Nuclear waste dump in N.M. takes in first large shipment in years

CARLSBAD, N.M. (AP) – The U.S. government’s only underground nuclear waste repository has taken in its first large shipment in six years, after a process that involved recertification and retraining of workers.

The shipment using a special large cask known as a Transuranic Package Transporter Model 3, or TRUPACT-III, came from the Savannah River Site in South Carolina.

The large casks are 14 feet tall, more than 8 feet square and weigh about 25 tons. That’s more than double the weight of the containers typically used to ship to the Waste Isolation Pilot Plant.

The larger containers accelerate the pace of cleanup at federal sites across the U.S. Energy Department’s complex and reduces safety risks to workers, officials said.

To get the equipment in working order again, officials said an automated transporter that the cask rides atop was overhauled, and workers were retrained in its use. A payload transfer station where large boxes are pulled from the cask and transferred to a pallet for processing also was repaired.

The first TRUPACT-III came to the repository in 2011 – a dozen years after the facility opened to begin taking the nation’s defense-related waste. TRUPACT-III shipments were halted after a truck fire and unrelated radiological release forced the temporary closure of the repository in 2014.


§ Exercise objective
The answer is a single number: the count of lines below in which the word "icon" appears.

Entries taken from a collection

= = = = =

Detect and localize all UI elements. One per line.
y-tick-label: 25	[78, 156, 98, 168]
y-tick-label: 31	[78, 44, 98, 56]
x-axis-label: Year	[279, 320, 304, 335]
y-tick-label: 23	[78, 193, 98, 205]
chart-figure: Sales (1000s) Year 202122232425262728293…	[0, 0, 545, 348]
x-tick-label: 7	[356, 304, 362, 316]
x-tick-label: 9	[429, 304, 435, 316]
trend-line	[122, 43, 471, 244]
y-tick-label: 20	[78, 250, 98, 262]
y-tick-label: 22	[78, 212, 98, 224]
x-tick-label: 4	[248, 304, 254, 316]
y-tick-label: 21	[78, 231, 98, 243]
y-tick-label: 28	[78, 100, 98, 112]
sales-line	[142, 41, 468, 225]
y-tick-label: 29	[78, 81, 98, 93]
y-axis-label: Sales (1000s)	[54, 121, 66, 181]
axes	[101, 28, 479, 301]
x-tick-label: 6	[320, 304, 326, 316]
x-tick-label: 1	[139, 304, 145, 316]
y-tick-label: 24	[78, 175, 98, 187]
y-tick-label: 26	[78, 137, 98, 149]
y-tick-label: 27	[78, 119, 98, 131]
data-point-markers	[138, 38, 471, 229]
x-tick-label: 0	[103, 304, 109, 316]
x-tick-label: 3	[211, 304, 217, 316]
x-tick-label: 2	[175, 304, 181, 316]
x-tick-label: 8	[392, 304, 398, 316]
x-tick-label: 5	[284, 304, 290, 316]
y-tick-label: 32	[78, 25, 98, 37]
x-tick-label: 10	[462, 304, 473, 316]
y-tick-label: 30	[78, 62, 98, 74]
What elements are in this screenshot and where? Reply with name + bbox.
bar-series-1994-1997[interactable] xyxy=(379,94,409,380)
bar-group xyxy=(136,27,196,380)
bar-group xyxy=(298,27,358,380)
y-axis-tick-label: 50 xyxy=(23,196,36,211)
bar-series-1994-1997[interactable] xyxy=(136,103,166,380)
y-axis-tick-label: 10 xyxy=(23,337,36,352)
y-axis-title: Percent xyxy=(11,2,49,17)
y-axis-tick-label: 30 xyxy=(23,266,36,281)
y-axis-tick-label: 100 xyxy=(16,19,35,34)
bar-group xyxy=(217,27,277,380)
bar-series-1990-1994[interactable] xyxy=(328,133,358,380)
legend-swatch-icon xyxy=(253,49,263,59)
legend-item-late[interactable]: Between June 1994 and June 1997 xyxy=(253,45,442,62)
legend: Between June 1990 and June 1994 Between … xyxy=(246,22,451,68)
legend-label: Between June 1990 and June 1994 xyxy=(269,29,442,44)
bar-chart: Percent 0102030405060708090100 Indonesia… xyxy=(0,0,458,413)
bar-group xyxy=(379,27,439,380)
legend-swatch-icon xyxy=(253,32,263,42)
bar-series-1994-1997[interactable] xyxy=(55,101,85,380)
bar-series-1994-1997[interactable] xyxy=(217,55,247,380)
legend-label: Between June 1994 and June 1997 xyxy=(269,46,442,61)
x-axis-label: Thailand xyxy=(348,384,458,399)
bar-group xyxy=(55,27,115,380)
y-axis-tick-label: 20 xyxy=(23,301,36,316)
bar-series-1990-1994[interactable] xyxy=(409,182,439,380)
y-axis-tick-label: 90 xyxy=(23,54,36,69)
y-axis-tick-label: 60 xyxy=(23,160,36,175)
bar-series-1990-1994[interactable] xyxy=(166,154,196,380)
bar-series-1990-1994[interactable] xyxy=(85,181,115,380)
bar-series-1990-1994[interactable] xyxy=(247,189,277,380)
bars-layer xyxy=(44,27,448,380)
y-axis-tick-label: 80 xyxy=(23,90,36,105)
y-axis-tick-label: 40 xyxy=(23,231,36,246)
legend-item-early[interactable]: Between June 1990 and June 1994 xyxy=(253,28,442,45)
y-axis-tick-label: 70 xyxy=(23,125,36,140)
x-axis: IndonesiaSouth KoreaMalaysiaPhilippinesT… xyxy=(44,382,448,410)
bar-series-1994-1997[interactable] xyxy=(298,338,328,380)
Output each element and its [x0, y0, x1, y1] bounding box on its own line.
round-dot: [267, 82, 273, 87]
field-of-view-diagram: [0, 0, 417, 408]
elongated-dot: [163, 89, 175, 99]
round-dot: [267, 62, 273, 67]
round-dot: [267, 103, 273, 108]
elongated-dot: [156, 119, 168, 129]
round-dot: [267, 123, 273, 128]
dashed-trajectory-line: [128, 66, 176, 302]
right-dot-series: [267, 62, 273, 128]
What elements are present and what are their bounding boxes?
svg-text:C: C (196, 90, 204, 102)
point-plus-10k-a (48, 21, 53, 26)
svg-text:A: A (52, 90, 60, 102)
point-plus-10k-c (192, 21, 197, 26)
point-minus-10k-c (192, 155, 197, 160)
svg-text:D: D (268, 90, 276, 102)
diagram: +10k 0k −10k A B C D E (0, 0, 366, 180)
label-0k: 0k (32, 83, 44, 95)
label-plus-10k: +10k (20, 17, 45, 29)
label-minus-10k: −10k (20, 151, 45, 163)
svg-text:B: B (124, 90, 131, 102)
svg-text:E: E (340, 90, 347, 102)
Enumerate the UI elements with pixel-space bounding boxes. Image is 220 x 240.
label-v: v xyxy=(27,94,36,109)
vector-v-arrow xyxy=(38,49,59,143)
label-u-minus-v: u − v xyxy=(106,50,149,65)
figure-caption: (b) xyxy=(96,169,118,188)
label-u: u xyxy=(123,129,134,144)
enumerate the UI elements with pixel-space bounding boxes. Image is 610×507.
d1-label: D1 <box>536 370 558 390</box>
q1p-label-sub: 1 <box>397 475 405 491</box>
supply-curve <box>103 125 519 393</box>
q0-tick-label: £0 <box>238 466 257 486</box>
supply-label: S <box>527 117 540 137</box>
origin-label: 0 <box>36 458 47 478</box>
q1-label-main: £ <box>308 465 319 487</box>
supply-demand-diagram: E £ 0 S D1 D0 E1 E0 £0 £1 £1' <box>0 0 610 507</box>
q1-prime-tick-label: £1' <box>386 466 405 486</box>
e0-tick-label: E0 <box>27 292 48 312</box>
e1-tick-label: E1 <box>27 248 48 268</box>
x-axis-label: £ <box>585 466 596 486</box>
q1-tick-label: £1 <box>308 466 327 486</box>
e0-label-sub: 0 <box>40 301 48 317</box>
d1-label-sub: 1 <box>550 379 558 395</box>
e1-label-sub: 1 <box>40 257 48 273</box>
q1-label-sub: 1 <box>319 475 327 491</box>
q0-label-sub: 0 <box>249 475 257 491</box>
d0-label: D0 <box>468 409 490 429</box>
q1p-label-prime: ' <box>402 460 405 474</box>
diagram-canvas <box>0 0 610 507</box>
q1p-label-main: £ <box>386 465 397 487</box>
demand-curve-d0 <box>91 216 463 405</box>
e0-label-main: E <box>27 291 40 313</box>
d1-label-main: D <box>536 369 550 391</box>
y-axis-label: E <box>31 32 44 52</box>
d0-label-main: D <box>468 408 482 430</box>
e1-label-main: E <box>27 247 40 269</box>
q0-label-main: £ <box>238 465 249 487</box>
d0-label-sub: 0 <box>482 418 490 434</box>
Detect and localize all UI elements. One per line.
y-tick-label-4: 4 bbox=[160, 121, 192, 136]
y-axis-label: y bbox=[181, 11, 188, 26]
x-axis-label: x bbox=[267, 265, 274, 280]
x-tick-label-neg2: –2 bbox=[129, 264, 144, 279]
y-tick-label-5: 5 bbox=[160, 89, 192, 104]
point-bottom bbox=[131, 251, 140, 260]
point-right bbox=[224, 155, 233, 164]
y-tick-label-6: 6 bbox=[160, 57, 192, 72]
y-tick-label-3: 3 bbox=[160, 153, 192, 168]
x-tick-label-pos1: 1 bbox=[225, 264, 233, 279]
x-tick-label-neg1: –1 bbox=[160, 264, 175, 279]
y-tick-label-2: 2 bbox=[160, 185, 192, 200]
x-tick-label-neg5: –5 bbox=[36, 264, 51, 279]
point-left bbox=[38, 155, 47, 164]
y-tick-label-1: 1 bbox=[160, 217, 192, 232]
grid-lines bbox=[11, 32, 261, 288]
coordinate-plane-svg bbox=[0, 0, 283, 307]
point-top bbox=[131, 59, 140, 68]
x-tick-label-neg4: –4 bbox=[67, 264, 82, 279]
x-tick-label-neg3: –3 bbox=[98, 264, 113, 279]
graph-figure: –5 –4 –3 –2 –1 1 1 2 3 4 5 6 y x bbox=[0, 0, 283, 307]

= = = = =

§ Response to the exercise
2